> **Materials provided**:
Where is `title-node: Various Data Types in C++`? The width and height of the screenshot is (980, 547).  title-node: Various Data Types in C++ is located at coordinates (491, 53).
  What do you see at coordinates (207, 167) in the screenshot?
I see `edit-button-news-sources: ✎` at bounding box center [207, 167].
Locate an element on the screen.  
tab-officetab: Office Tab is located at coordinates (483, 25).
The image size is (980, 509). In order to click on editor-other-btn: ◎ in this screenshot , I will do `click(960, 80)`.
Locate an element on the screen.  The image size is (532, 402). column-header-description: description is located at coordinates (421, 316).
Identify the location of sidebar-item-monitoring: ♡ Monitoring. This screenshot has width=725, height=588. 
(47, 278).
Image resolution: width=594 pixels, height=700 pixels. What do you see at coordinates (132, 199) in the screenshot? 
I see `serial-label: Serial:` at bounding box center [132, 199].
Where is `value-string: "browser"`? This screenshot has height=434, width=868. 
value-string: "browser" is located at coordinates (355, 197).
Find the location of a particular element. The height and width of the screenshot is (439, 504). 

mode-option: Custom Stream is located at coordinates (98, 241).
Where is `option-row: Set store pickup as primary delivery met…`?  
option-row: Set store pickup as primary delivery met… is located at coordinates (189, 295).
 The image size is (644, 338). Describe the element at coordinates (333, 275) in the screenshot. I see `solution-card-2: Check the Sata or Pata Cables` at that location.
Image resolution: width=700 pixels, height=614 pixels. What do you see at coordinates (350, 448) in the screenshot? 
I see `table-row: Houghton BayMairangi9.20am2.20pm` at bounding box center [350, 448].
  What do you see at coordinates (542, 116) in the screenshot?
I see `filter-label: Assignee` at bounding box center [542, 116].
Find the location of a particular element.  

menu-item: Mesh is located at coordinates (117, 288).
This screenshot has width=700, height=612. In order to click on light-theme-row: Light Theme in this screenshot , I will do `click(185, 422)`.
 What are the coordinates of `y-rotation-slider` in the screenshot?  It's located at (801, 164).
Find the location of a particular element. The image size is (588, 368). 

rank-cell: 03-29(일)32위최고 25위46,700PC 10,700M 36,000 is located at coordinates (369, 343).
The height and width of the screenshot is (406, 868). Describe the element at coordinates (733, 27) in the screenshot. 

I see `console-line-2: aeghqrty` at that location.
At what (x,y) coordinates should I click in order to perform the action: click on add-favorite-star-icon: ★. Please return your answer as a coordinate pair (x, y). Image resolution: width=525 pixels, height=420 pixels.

> **Task details**: Please report only the count of lines in the entries above where the word "click" appears.

> **Finished exercise**: 3